By Lorenzo Totaro
Dec. 23 (Bloomberg) -- Italian consumer confidence fell in December to the lowest in four months on concern that the worst recession since 1992 would boost unemployment.
The Isae Institute’s consumer confidence index dropped to 99.6 from 100.4 in November, the Rome-based research center said today in an e-mailed statement. The reading was in line with the median forecast of 99.5 in a survey of 17 economists by Bloomberg News.
“We expect a significant fall in consumer spending in the fourth quarter,” said Luigi Speranza, an economist at BNP Paribas in Milan. “Consumers can partly benefit from lower energy prices, but the prevailing sentiment is pessimism on the outlook for the labor market and about the financial crisis.”
Italy entered its fourth recession in seven years in the third quarter as the global economic slowdown prompted the country’s biggest manufacturers to cut output and jobs. The euro region’s third-biggest economy is set to contract this year and next, the most prolonged slump since the end of World War II, Italy’s employers’ association Confindustria said on Dec. 16.

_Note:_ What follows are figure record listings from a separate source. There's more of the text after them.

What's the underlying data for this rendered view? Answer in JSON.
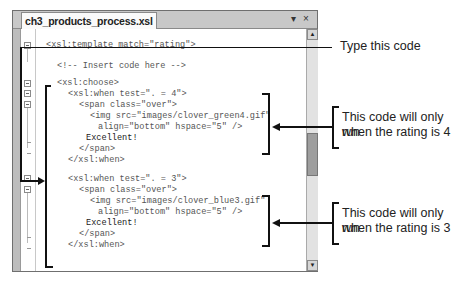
{
  "window": {
    "tab_title": "ch3_products_process.xsl",
    "dropdown_glyph": "▾",
    "close_glyph": "×"
  },
  "scrollbar": {
    "up_glyph": "▲",
    "down_glyph": "▼"
  },
  "code_lines": [
    "<xsl:template match=\"rating\">",
    "<!-- Insert code here -->",
    "<xsl:choose>",
    "<xsl:when test=\". = 4\">",
    "<span class=\"over\">",
    "<img src=\"images/clover_green4.gif\"",
    "align=\"bottom\" hspace=\"5\" />",
    "Excellent!",
    "</span>",
    "</xsl:when>",
    "<xsl:when test=\". = 3\">",
    "<span class=\"over\">",
    "<img src=\"images/clover_blue3.gif\"",
    "align=\"bottom\" hspace=\"5\" />",
    "Excellent!",
    "</span>",
    "</xsl:when>"
  ],
  "callouts": {
    "type_this_code": "Type this code",
    "rating4_line1": "This code will only run",
    "rating4_line2": "when the rating is 4",
    "rating3_line1": "This code will only run",
    "rating3_line2": "when the rating is 3"
  },
  "colors": {
    "annotation_line": "#111111",
    "code_text": "#555555",
    "window_frame": "#bdbdbd"
  }
}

Italian consumers were more pessimistic than the European counterparts. French consumer spending unexpectedly rebounded in November as stimulus measures and declining energy prices cushioned the impact of deteriorating economic growth, Insee, the national statistics office in Paris, said today. Consumer confidence for January in Germany, Europe’s biggest economy, was unchanged, a separate report showed yesterday.
Job Cuts
Companies in Italy’s $2.3 trillion economy cut jobs and stepped up layoffs to weather the global economic slowdown and credit crunch. Telecom Italia SpA, the country’s largest phone company plans to trim another 4,000 jobs after paring its revenue forecast. The company and unions agreed in September on a plan to eliminate 5,000 positions by 2010 on a voluntary basis.
As slumping consumer confidence holds back demand for its cars, Fiat SpA, Italy’s biggest manufacturer will shut three of its biggest Italian plants for two additional weeks. The carmaker also announced it will temporarily lay off 48,000 workers, more than half its Italian staff, through Jan. 10.
A record number of Italian managers were fired this year, Corriere della Sera reported on Dec. 18, citing national company managers’ association Federmanager. About 5,000 of Italy’s 82,000 management positions were eliminated in 2008, compared with 3,000 last year when the economy first began showing signs of a slowdown, the newspaper said.
Sales Falling
Italian retail sales fell in October, a separate report showed today. An index compiled by the Rome-based national statistics office, Istat, dropped 0.3 percent from a revised gain of 0.2 percent in September. Istat originally reported a monthly gain of 0.3 percent in October.
Consumers are getting some relief from a plunge in oil prices that is cutting gasoline and heating costs and bringing down the inflation rate. Consumer prices rose 2.7 percent in November, the slowest pace in 11 months, as lower energy costs and the recession made it harder for producers and retailers to raise prices. The inflation rate had reached a six-year high of 4.1 percent in August. The price of crude has fallen by more than two thirds to less than $34 a barrel this month from a record $147.27 on July 11.
Christmas Gloom
Italian workers, concerned about the recession, will spend less of their annual Christmas bonus than last year and put more money aside to cope with harder economic times, retail association Confcommercio said.
To boost spending, Prime Minister Silvio Berlusconi’s government on Nov. 28 presented an 80 billion-euro ($115 billion) economic stimulus plan that includes cash payments to low-income families. The government will also force banks to link new variable-rate mortgages to the European Central Bank’s benchmark rate, rather than money-market rates, which have surged.
The ECB has cut its key interest rate by 175 basis points to 2.5 percent since early October to combat recession and investors bet it will lower borrowing costs to at least 2 percent in January, Eonia forward contracts show. Policy makers have indicated in recent days that they’re reluctant to decrease rates much further.
Isae conducted its survey of 4,000 companies between Dec. 1 and Dec. 19.